"She didn't know that I stopped it on purpose," confessed Gay, when the last carriage had driven away, and Lloyd was following her sleepily up-stairs. She paused to bolt the bed-room door behind them.

"This has been a lovely evening for me. It gives one such a comfortable I-told-you-so sort of feeling to have everything turn out as you prophesied it would. Of course I knew that Lucy would feel the charm of the Valley, and like it a thousand times better than the mountains or seashore or anywhere else, but I wasn't so sure of Jameson. Now my mind is completely at rest for the summer. I stopped worrying when I saw him hobnobbing with the Colonel and your father about those Lexington horses he wants to buy. He was so tickled over those letters of introduction they gave him. And he was so charmed to air his knowledge of the Philippines to Mrs. Walton. He spent a month there you know. I fairly patted myself on the back all the time he was talking. Somehow I feel so responsible for this household. There! I forgot to remind them to bring that bothersome old silver pitcher upstairs!"

Hastily unbolting the door she called out in sepulchral tones that echoed through the dark house, "Remember the Maine!"

There was a laugh in the room across the hall, then her brother-in-law who had just come up-stairs, shuffled down again in his slippers.

"I suppose I'll have to remind them every night this summer," continued Gay. "I don't like to call out 'remember the silver pitcher that was our great-great-grandmother Melville's, and the soup ladle that some old Spanish grandee gave to one of Jameson's Castilian ancestors,' for if a burglar were prowling around he would be all the more anxious to break in. So the month I visited them, before we came here, I adopted that slogan for my war-cry: '"Remember the main" thing in life to be saved from burglars!' It always sends one or the other of them skipping, for they feel the responsibility of preserving such heirlooms for posterity. I used to wish that I were the oldest daughter, so that that pitcher would be handed down to me on my wedding day. I didn't realize what a bore it would be to be tied for life to such a responsibility. I asked Jameson why he didn't put it and the ladle in a safety vault and be done with it, and he read me such a lecture on the sacredness of old associations and family ties that I somehow felt that his old soup-ladle expected me to send it a written apology."

Gay had bolted the door again, and as she talked, drew the curtains across the casement windows. Now she sat on the edge of the bed, shaking out her wealth of sunny hair, to brush and braid it for the night. It was a cosy room, with low ceiling and old-fashioned wall paper. With the curtains drawn and the candles in the quaint pewter sticks lighting up the claw-footed mahogany furniture, it was an ideal place for the exchanging of bedtime confidences. Gay was the first to break the silence.

"What was the matter with Betty tonight? She was as quiet as a mouse. Hardly had a word to say, and all the time I was playing, she sat looking out into the night as if she were ready to cry."

"No wondah! They were so beautiful, some of those nocturnes and things, that we all had lumps in our throats. Nothing's the mattah with Betty. It's just the last chaptah she can't get to suit her. She's gone around in a sawt of dream all day."

"Who's playing the devoted to her now?"

"Nobody as far as I know. All the boys love Betty. They've been perfectly devoted to her ever since she came to Locust to live; but not—not in the sentimental way you mean; for instance the way that Alex Shelby cares for Kitty."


| Work order |
Please give the number of lines in the entries below that hold "ffffff", with no other words.

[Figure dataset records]
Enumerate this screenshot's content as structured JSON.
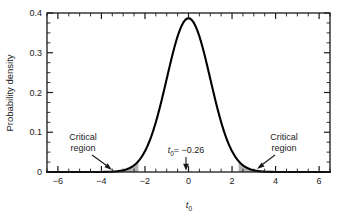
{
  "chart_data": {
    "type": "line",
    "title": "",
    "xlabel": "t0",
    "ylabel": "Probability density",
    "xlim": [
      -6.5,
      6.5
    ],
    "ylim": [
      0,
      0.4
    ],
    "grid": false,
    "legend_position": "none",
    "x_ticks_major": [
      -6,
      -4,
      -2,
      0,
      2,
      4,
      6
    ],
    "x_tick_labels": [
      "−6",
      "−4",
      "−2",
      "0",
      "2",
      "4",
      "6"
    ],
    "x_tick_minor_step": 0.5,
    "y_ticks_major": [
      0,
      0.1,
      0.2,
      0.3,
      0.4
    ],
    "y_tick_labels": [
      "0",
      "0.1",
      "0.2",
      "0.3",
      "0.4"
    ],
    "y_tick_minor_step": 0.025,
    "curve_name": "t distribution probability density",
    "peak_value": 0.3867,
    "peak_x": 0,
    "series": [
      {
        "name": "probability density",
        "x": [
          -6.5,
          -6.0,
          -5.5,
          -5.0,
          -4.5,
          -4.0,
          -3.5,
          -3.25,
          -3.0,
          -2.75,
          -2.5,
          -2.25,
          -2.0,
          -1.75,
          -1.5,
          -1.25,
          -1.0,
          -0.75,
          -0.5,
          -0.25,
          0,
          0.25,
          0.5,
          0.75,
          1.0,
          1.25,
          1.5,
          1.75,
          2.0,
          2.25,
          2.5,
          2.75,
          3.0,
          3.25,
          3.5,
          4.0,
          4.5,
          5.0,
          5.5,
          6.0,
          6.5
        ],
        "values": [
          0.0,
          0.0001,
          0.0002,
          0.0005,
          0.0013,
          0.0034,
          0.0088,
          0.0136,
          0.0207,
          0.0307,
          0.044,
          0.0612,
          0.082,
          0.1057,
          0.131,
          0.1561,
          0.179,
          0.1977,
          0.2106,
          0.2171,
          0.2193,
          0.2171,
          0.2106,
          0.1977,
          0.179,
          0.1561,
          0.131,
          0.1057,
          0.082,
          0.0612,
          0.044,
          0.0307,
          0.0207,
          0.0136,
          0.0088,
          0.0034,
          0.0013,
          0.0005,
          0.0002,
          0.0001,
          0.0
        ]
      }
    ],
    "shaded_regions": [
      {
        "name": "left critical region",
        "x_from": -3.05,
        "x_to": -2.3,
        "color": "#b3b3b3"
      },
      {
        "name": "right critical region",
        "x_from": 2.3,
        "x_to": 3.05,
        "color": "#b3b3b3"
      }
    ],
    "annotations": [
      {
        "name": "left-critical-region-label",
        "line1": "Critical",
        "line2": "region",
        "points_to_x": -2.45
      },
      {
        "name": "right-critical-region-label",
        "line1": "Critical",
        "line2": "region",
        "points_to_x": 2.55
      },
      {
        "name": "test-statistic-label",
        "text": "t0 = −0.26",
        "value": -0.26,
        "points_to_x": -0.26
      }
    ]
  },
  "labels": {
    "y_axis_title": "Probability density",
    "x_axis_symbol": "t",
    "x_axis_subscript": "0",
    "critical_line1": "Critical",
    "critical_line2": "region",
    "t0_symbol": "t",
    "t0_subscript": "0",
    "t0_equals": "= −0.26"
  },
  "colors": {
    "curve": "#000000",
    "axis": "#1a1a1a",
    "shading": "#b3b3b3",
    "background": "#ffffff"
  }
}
* * *
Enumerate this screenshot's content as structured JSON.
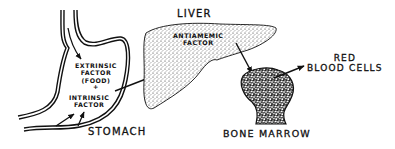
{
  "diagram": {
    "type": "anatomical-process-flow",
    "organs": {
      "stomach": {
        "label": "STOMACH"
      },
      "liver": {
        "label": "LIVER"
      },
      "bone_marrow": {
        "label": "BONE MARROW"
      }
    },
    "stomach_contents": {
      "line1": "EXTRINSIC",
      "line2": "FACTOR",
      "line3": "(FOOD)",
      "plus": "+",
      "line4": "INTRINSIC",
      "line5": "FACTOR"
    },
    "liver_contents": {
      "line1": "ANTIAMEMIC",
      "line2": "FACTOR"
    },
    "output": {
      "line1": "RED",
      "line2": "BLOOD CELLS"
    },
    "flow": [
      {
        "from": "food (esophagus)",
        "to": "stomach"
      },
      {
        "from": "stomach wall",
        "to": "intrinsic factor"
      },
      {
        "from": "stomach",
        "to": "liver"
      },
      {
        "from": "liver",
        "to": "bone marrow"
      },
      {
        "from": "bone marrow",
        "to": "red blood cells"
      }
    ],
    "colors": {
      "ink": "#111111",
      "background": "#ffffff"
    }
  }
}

| Result |
2